The Book of TR
I have a new project. Husband took the audio-book Blink back to the library when he went to town and got me the audio-book of Tom Robbins’ Ducks Flying Backwards, which are his short writings. It is a real treat because TR himself is reading it, and because it is necessarily more self-disclosive of his life -- what he was doing when -- than are his novels. So I find out he was living in Seattle by 1967, earlier than I had thought, and that the aspect of his character Switters that thinks South America is “just too God damned vivid” he got at least loosely from having traveled with Joseph Campbell to Mexico. Not that he actually said as much; I inferred. Perhaps no one but me would care. Still, I do. It is as fun peeking into his life as it is swimming in his language.
And, as in all TR writing, there are occasional sentences, paragraphs, or fragments thereof, that stand out in neon glow as significant, meaningful, funny, profound, or just plain weird. Like, “ . . . like a butter knife that forgot to take its lithium and turned into a corkscrew.” That’s a new one. Like my old favorites, “It’s never too late to have a happy childhood,” and “It is what it is.” And about 10K more.
I was introduced to TR when I was 18, by my then 40 year old lover. Which I thought then that it was terribly important to have a 40 year old lover. And I have always retained warm feelings that are more slick than fuzzy for him. Even if there is every evidence that he is scared to death of me. Or wants no reminder of his indiscretion now that he is nearing 70.
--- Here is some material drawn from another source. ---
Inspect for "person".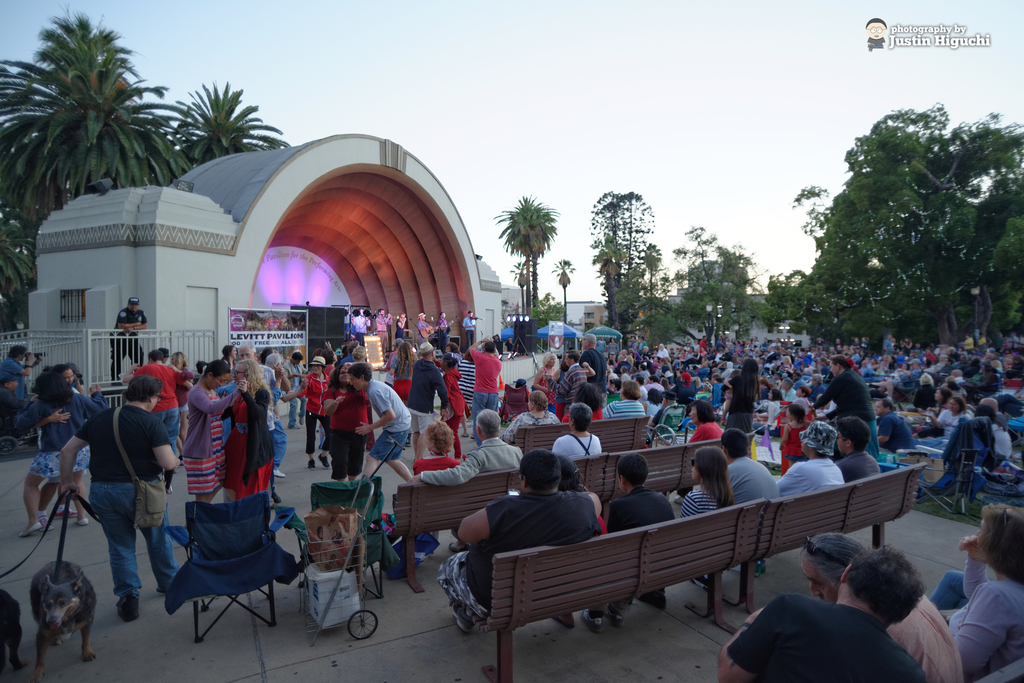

Then when I was in the most precarious (and thus fertile and free) psychological situation I was ever in, that is, when I knew I was going up sh*t creek without a paddle and yet, the canoe was still safely tied at the dock for the moment, I carried around the then two (and then three) TR books in paperback. Like red letter Bibles, their neon sentences I underlined and carried the dog-eared pages with me where ever I went. And I quoted them. I even had the karma to have several friends who could quote them with me. Or maybe I imagined that Leslie and Jym and Lisa and the boy-who’d-been-in-the-mental-hospital-and-gave-me-the-prayer-bells-I-don’t-recall- his-name did that.
Hmmm, Jym was a real cutie. And smart. I hadn’t thought about him in quite some time. Wonder what happened to him?
Anyway, I could quote Tom Robbins like people quote the Bible, chapter and verse. I carried the books around. But with more and more books (since it has been nearly 30 years), that has become impractical.
So listening to his voice, rewinding (is it still “rewinding” on CD? MP3?) to hear the neon phrases several times in a row, it occurred to me that I should make The Book of TR. Entirely personal. Subjective. Random even. My own.
I rummaged through a drawer in my desk that hoards blank books should someone in the family have a sudden need for one, picked one out (after reading a few interesting things in a few aborted books), and began.
I have pens of many colors. And as I listen to this audio-book, when a sentence or phrase hits me, I write it down in whatever seems to be its appropriate color, in some random spot in the book. As time goes on, and as I re-read other TR books, I will add other neon passages.
And then, when I am lost and in need of guidance, I can use it as Oracle. When I am distressed and in need of comfort, I can find . . . what passes for comfort in TR’s world of language. It will be my Bible of sorts. My own Gods’ Owner’s Manual. My own Hitchhiker’s Guide to the Galaxy. My own private room of the wolf mother wallpaper. My own little bit of TR that I can consult.
WWTRD?
Ok, not what would he DO exactly, but what’s the take from that corner of my psyche?